Sen. Catherine Cortez Masto, D-Nev., center, her husband Paul, and Sen. Mazie Hirono, D-Hawaii, are seen in the U.S. Capitol on Wednesday, November 16, 2022.
Tom Williams | CQ-Roll Call, Inc. | Getty Images
Sen. Catherine Cortez Masto, D-Nev., is calling on the Federal Election Commission to require campaigns to send illegal campaign contributions to the U.S. Treasury instead of refunding the money to the original donor.
Cortez Masto’s call for the new FEC rule comes after numerous foreign donors and companies have been caught making illegal campaign donations. Under current rules, the donors have to pay a fine but can get their funds returned in full if a campaign chooses to return them.
“Requiring the disgorgement of illegally contributed funds to the U.S. Treasury—rather than their return to donors—will create material consequences that will help deter illegal behavior,” Cortez Masto wrote to the FEC in a letter dated Tuesday and first reviewed by CNBC.
Cortez Masto points to an instance when Barry Zekelman, a Canada-based steel industry magnate, illegally helped funnel $1.75 million in his company’s money to a pro-Trump super PAC, America First Action, according to the commission. The billionaire was fined $975,000, a sum entities controlled by Zekelman will pay, according to The New York Times.
The contributions came in 2018 from a Pennsylvania-based subsidiary of Zekelman’s company called Wheatland Tube. The FEC said the funds were an illegal donation made by a foreign national.
Still, as Cortez Masto points out, the fine could have limited impact on Zekelman as the illegal contribution was expected to be refunded in full.
A representative for America First Action told CNBC that the $1.75 million donation “was refunded.” The PAC representative later showed CNBC an FEC filing that confirms Wheatland Tube received the $1.75 million refund last year.
An attorney for Zekelman did not immediately respond to a request to comment.
The FEC said it was accepting public comments on possible rule changes around the return of illegal campaign contributions, and would publish the feedback when the comment period ends.
Though Cortez Masto does not mention cryptocurrency exchange FTX or its co-founder Sam Bankman-Fried in her letter, his contributions to campaigns could come under the same scrutiny by the FEC if it enacted such a rule.
Federal authorities previously charged Bankman-Fried with using what they said was tens of millions of dollars of misappropriated customer funds to make illegal political donations to both Democratic and Republican candidates.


__What is required__.
Pictures are not part of the copy. Reproduce all the records exactly.

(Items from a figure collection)
....
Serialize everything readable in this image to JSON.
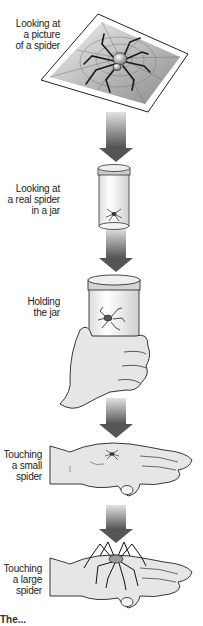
{
  "diagram": {
    "type": "vertical-hierarchy",
    "steps": [
      {
        "label_lines": [
          "Looking at",
          "a picture",
          "of a spider"
        ],
        "illustration": "framed-picture-of-spider-on-web"
      },
      {
        "label_lines": [
          "Looking at",
          "a real spider",
          "in a jar"
        ],
        "illustration": "small-jar-with-spider"
      },
      {
        "label_lines": [
          "Holding",
          "the jar"
        ],
        "illustration": "hand-holding-jar-with-spider"
      },
      {
        "label_lines": [
          "Touching",
          "a small",
          "spider"
        ],
        "illustration": "open-hand-with-small-spider"
      },
      {
        "label_lines": [
          "Touching",
          "a large",
          "spider"
        ],
        "illustration": "open-hand-with-large-spider"
      }
    ],
    "connectors": "gray-gradient-down-arrows",
    "caption": "The..."
  },
  "colors": {
    "arrow_light": "#d8d8d8",
    "arrow_dark": "#555555",
    "outline": "#222222",
    "fill_light": "#e6e6e6"
  }
}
....
__Result__.
Serialize everything readable in this image to JSON.
{
  "diagram": {
    "type": "vertical-hierarchy",
    "steps": [
      {
        "label_lines": [
          "Looking at",
          "a picture",
          "of a spider"
        ],
        "illustration": "framed-picture-of-spider-on-web"
      },
      {
        "label_lines": [
          "Looking at",
          "a real spider",
          "in a jar"
        ],
        "illustration": "small-jar-with-spider"
      },
      {
        "label_lines": [
          "Holding",
          "the jar"
        ],
        "illustration": "hand-holding-jar-with-spider"
      },
      {
        "label_lines": [
          "Touching",
          "a small",
          "spider"
        ],
        "illustration": "open-hand-with-small-spider"
      },
      {
        "label_lines": [
          "Touching",
          "a large",
          "spider"
        ],
        "illustration": "open-hand-with-large-spider"
      }
    ],
    "connectors": "gray-gradient-down-arrows",
    "caption": "The..."
  },
  "colors": {
    "arrow_light": "#d8d8d8",
    "arrow_dark": "#555555",
    "outline": "#222222",
    "fill_light": "#e6e6e6"
  }
}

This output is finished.